IP Video has been described as the emerging killer app for everything from cell phones to HDTV. Ironically, video transport may well be the application that sucks all the bandwidth out of the pipe. The short lived bandwidth glut from the tech boom meltdown could soon become the bandwidth famine that caps technology deployment.

We've Seen It All Before
There is precedent for this. In the early days of the PC, 640K was all the RAM in the world... for text editing. Windows Vista will now suck up a Gigabyte or two before picking its teeth. That's more than a couple orders of magnitude. One Megahertz was a screaming processor in those early days. Now who's going to settle for a Gigahertz CPU unless they need the low power consumption? Communications bandwidths rapidly accelerated from 300 bps to 3600 bps to 36 Kbps to 3.6 Mbps or so.

The thing that has been driving these waves of forklift upgrades, and you often need a forklift to wheel out the pallets of obsolete computers, is user applications. Text editing to word processing, email to Web browsing, file transfers to software downloads, ASCII graphics to JPEGs, batch processing to real-time transactions, and now online publication to online video.

Video Gobbles Up Bandwidth
Desktop videoconferencing, webcasts and embedded video clips might be satisfied by today's broadband Internet speeds. But video isn't stopping there. Video downloads now include TV shows we would have videotaped or DVR'd if we had remembered. Now the networks have a few weeks of prime time shows archived to download and watch. YouTube is reported to be regularly adding bandwidth in 10 Gbps chunks. Verizon is busy installing FiOS to the home with multiple wavelengths including IP at 622 Mbps down and 155 Mbps up. That's similar to the speed of OC-12 fiber optic MANs, a resource recently used only by large businesses.

Bandwidth demand isn't sitting on the flat top of the S-curve. Not really. We're actually in the early adoption phase of the next wave which will be IP Video, including high definition IPTV and VoD Video on Demand almost universally. The move to digital television is only fanning these embers. Most new TV sets are flat panel displays, just like computer monitors. DVRs have hard drives just like PCs. Video will soon never leave the digital domain.

Can The Network Buildouts Keep Up?
Digital video production, transport, streaming and downloads will sop up available bandwidth far faster than the move to VoIP telephony or VPNs for small and medium size businesses. Video is a bandwidth hog the way graphics programs are memory hogs and simulations are processing hogs. Standard TV broadcasts for HDTV need 19.4 Mbps.
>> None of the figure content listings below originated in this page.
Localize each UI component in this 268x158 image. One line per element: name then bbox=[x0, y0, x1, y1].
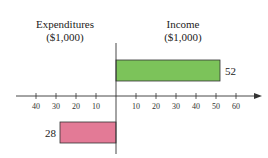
income-bar bbox=[116, 60, 220, 81]
tick-label: 10 bbox=[132, 102, 140, 111]
tick-label: 30 bbox=[52, 102, 60, 111]
tick-label: 60 bbox=[232, 102, 240, 111]
expenditure-bar bbox=[60, 122, 116, 143]
tick-label: 10 bbox=[92, 102, 100, 111]
expenditure-value-label: 28 bbox=[45, 127, 57, 139]
tick-label: 20 bbox=[72, 102, 80, 111]
bar-chart: 40 30 20 10 10 20 30 40 50 60 52 28 bbox=[0, 0, 268, 158]
tick-label: 40 bbox=[32, 102, 40, 111]
tick-label: 50 bbox=[212, 102, 220, 111]
axis-arrow-icon bbox=[254, 93, 262, 99]
tick-label: 30 bbox=[172, 102, 180, 111]
income-value-label: 52 bbox=[225, 65, 236, 77]
tick-label: 40 bbox=[192, 102, 200, 111]
tick-label: 20 bbox=[152, 102, 160, 111]
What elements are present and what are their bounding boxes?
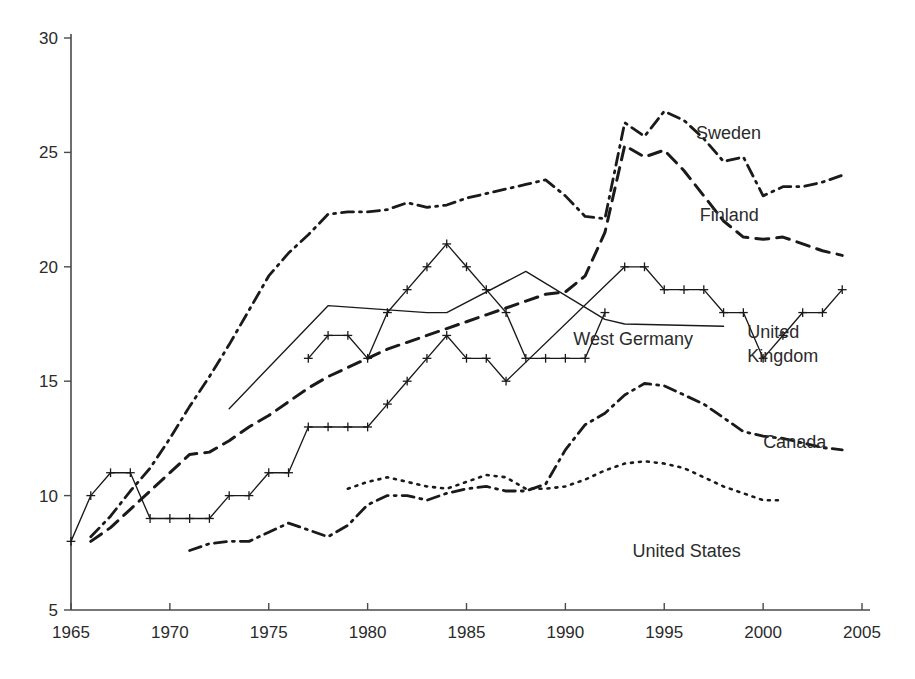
chart-canvas: 5101520253019651970197519801985199019952… <box>0 0 915 679</box>
series-label-sweden: Sweden <box>696 123 761 143</box>
y-tick-label: 25 <box>39 143 58 162</box>
x-tick-label: 1970 <box>151 623 189 642</box>
x-tick-label: 1985 <box>448 623 486 642</box>
series-label-canada: Canada <box>763 432 827 452</box>
x-tick-label: 1995 <box>645 623 683 642</box>
x-tick-label: 1975 <box>250 623 288 642</box>
x-tick-label: 1990 <box>546 623 584 642</box>
series-line <box>348 461 783 500</box>
series-united-kingdom-secondary <box>304 240 609 363</box>
x-tick-label: 1965 <box>52 623 90 642</box>
y-tick-label: 10 <box>39 487 58 506</box>
series-label-united-kingdom: United <box>747 322 799 342</box>
y-tick-label: 30 <box>39 29 58 48</box>
x-tick-label: 1980 <box>349 623 387 642</box>
x-tick-label: 2000 <box>744 623 782 642</box>
series-label-united-kingdom-line2: Kingdom <box>747 346 818 366</box>
y-tick-label: 15 <box>39 372 58 391</box>
y-tick-label: 5 <box>49 601 58 620</box>
series-line <box>190 383 843 550</box>
y-axis-ticks: 51015202530 <box>39 29 71 620</box>
series-sweden <box>91 111 842 537</box>
series-label-west-germany: West Germany <box>573 329 693 349</box>
series-united-states <box>348 461 783 500</box>
series-united-kingdom <box>67 262 847 545</box>
y-tick-label: 20 <box>39 258 58 277</box>
line-chart: 5101520253019651970197519801985199019952… <box>0 0 915 679</box>
series-canada <box>190 383 843 550</box>
series-line <box>91 111 842 537</box>
series-line <box>308 244 605 358</box>
x-tick-label: 2005 <box>843 623 881 642</box>
series-label-finland: Finland <box>700 205 759 225</box>
series-label-united-states: United States <box>633 541 741 561</box>
series-group <box>67 111 847 550</box>
x-axis-ticks: 196519701975198019851990199520002005 <box>52 603 881 642</box>
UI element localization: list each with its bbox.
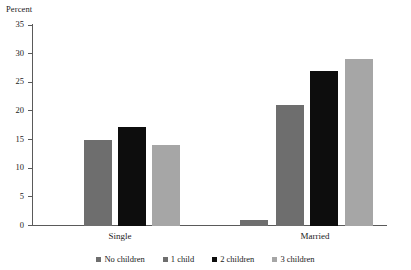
legend-label: 1 child <box>171 255 194 264</box>
bar <box>276 105 304 226</box>
bar <box>310 71 338 226</box>
legend-swatch-icon <box>96 257 101 262</box>
legend-label: 2 children <box>220 255 254 264</box>
bar <box>345 59 373 226</box>
legend-label: No children <box>104 255 144 264</box>
x-axis-category-label: Married <box>275 231 355 241</box>
legend-item[interactable]: 1 child <box>163 255 194 264</box>
legend-item[interactable]: 3 children <box>272 255 314 264</box>
bar <box>152 145 180 226</box>
legend-label: 3 children <box>280 255 314 264</box>
bar <box>240 220 268 226</box>
legend-swatch-icon <box>163 257 168 262</box>
legend-swatch-icon <box>272 257 277 262</box>
chart-legend: No children1 child2 children3 children <box>0 252 411 266</box>
legend-item[interactable]: 2 children <box>212 255 254 264</box>
x-axis-category-label: Single <box>80 231 160 241</box>
bars-layer <box>0 0 411 226</box>
legend-swatch-icon <box>212 257 217 262</box>
legend-item[interactable]: No children <box>96 255 144 264</box>
bar-chart: Percent 05101520253035 SingleMarried No … <box>0 0 411 270</box>
bar <box>84 140 112 227</box>
bar <box>118 127 146 226</box>
plot-area: 05101520253035 SingleMarried <box>0 0 411 270</box>
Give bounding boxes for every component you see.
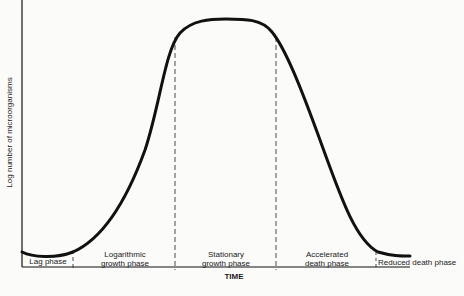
phase-label-stationary: Stationary growth phase <box>180 250 272 268</box>
x-axis-label: TIME <box>214 272 254 281</box>
phase-label-reduced-death: Reduced death phase <box>378 258 464 267</box>
y-axis-label: Log number of microorganisms <box>5 68 14 198</box>
phase-label-accelerated-death: Accelerated death phase <box>292 250 362 268</box>
phase-label-logarithmic: Logarithmic growth phase <box>80 250 170 268</box>
growth-curve <box>22 19 410 257</box>
phase-label-lag: Lag phase <box>24 257 72 266</box>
Video editing and transport in SMPTE formats needs 270 to 1,485 Mbps per show. Digital Cinema can use 135 Mbps. Internet streaming video can still get by with bandwidths under half a Mbps, but not for long. The push will come for downloaded videos to look as good as DVDs or over the air broadcasts in both standard and HD formats. Especially when the monitors are 61 inch plasma displays in the living room.

Consider that broadcast HDTV needs DS3 level service at 45 Mbps for transmission, standard TV needs close to 4 Mbps or triple-bonded T1 lines, video production needs OC12 to OC48 or Gigabit Ethernet service for transport. It's not hard to understand why the telcos and cable operators are running fiber to the curb or home as fast as they can trench it. Cross-country fiber networks will come under pressure to increase bandwidth for Internet and private lines, as both the production and distribution of digital video ramps up. The recent demonstration of a long haul 100 Gbps bonded fiber optic transmission is likely to be out of the lab and into production sooner than anyone expects. Can the demand for Terabit carriers be far behind?